To install the HL2 adapter software, clone my github site into a suitable directory on your single board computer. Change to that directory and enter "make". This will make the program hl2_wifi_buffer. To run the program, enter "./hl2_wifi_buffer".
git clone https://github.com/jimahlstrom/HL2WifiBuffer
cd HL2WifiBuffer
make
./hl2_wifi_buffer
Connect your HL2 to the SBC with an Ethernet cable. Do not use a fixed IP address on the HL2. The software
has no DHCP server and it expects the HL2 to use an APIPA address of the form 169.254.x.x.
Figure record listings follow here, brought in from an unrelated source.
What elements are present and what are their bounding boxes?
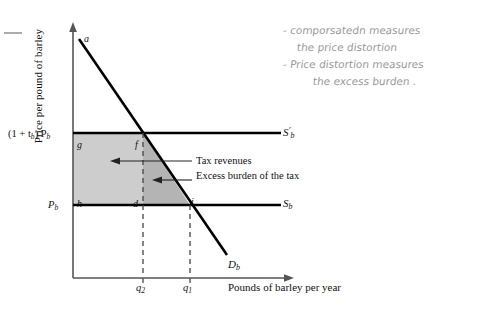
x-axis-title: Pounds of barley per year — [228, 281, 341, 293]
handwritten-note-line-1: - comporsatedn measures — [282, 22, 499, 39]
y-axis-arrowhead — [69, 22, 77, 32]
supply-taxed-base: S — [283, 126, 289, 138]
y-label-net-price: Pb — [48, 199, 58, 210]
point-label-f: f — [135, 139, 138, 150]
x-tick-label-q2: q2 — [136, 282, 145, 293]
curve-label-demand: Db — [228, 258, 240, 270]
supply-sub: b — [289, 202, 293, 211]
curve-label-supply: Sb — [283, 197, 292, 209]
demand-base: D — [228, 258, 236, 270]
gross-price-prefix: (1 + t — [8, 128, 31, 139]
gross-price-sub-2: b — [47, 132, 51, 141]
net-price-sub: b — [54, 203, 58, 212]
figure-page: Price per pound of barley Pounds of barl… — [0, 0, 502, 309]
handwritten-note-line-4: the excess burden . — [282, 73, 499, 90]
handwritten-notes: - comporsatedn measures the price distor… — [283, 22, 498, 90]
point-label-g: g — [77, 139, 82, 150]
demand-sub: b — [236, 263, 240, 272]
point-label-i: i — [191, 196, 194, 207]
supply-taxed-sub: b — [290, 131, 294, 140]
point-label-a: a — [84, 33, 89, 44]
curve-label-supply-with-tax: S′b — [283, 126, 294, 138]
annotation-tax-revenues: Tax revenues — [196, 155, 252, 166]
q1-sub: 1 — [188, 286, 192, 295]
gross-price-sub-1: b — [31, 132, 35, 141]
x-tick-label-q1: q1 — [183, 282, 192, 293]
gross-price-mid: ) P — [35, 128, 47, 139]
handwritten-note-line-2: the price distortion — [282, 39, 499, 56]
y-label-gross-price: (1 + tb) Pb — [8, 128, 50, 139]
point-label-d: d — [133, 198, 138, 209]
tax-revenue-region — [73, 133, 143, 205]
q2-sub: 2 — [141, 286, 145, 295]
handwritten-note-line-3: - Price distortion measures — [282, 56, 499, 73]
y-axis-title: Price per pound of barley — [32, 6, 44, 166]
supply-base: S — [283, 197, 289, 209]
annotation-excess-burden: Excess burden of the tax — [196, 170, 299, 181]
point-label-h: h — [77, 198, 82, 209]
Then open your web browser and enter the address http://192.168.1.179:8080 where the IP address is the address
of your SBC and 8080 is the port. You should get a status screen that looks like this:
This will show the interfaces for the HL2 and WiFi, and the buffer delay. If anything is incorrect, edit the file hl2_wifi_buffer.txt. The program reads this file when it starts. You need to choose a buffer delay long enough to cover the maximum jitter on your WiFi network.
Then start your PC software. The buffer should work with any software that uses the Hermes 1 protocol, such as Quisk, Spark, pihpsdr, etc. Samples will be directed to the SBC, and it will appear that the SBC is the HL2.
The "HL2 internal buffer faults" measures underflows and overflows in the HL2 Tx buffer. The "Jitter" is the maximum time between received WiFi UDP packets. The "WiFi buffer utilization" is the percentage of the buffer used, and should be close to 100%. If it reaches 0% it is an underflow. If it reaches 120% it is an overflow, and the buffer is reset.
The WiFi sequence errors measure missing and out-of-order transmit packets. Out-of-order means that a packet with a lower than current sequence number was received. The software will re-order packets that are out of order. Missing and duplicated packets are recorded.
You can set the buffer_milliseconds to zero in hl2_wifi_buffer.txt, and the Tx buffer will not be used. The software will simply copy the WiFi port to/from the HL2. This can be useful as a test.
To run the adapter each time the SBC starts, create a systemd service file for it and control it with systemctl. If you change the configuration, restart the service.
Although the adapter software was written for WiFi, you can replace the WiFi interface with a second Ethernet interface and use the adapter to buffer IP traffic at a remote site. This will require an SBC with two Ethernet ports or a USB to Ethernet adapter. You will need to enter the two interfaces in hl2_wifi_buffer.txt.
Please test, and let me know how it works. And have fun!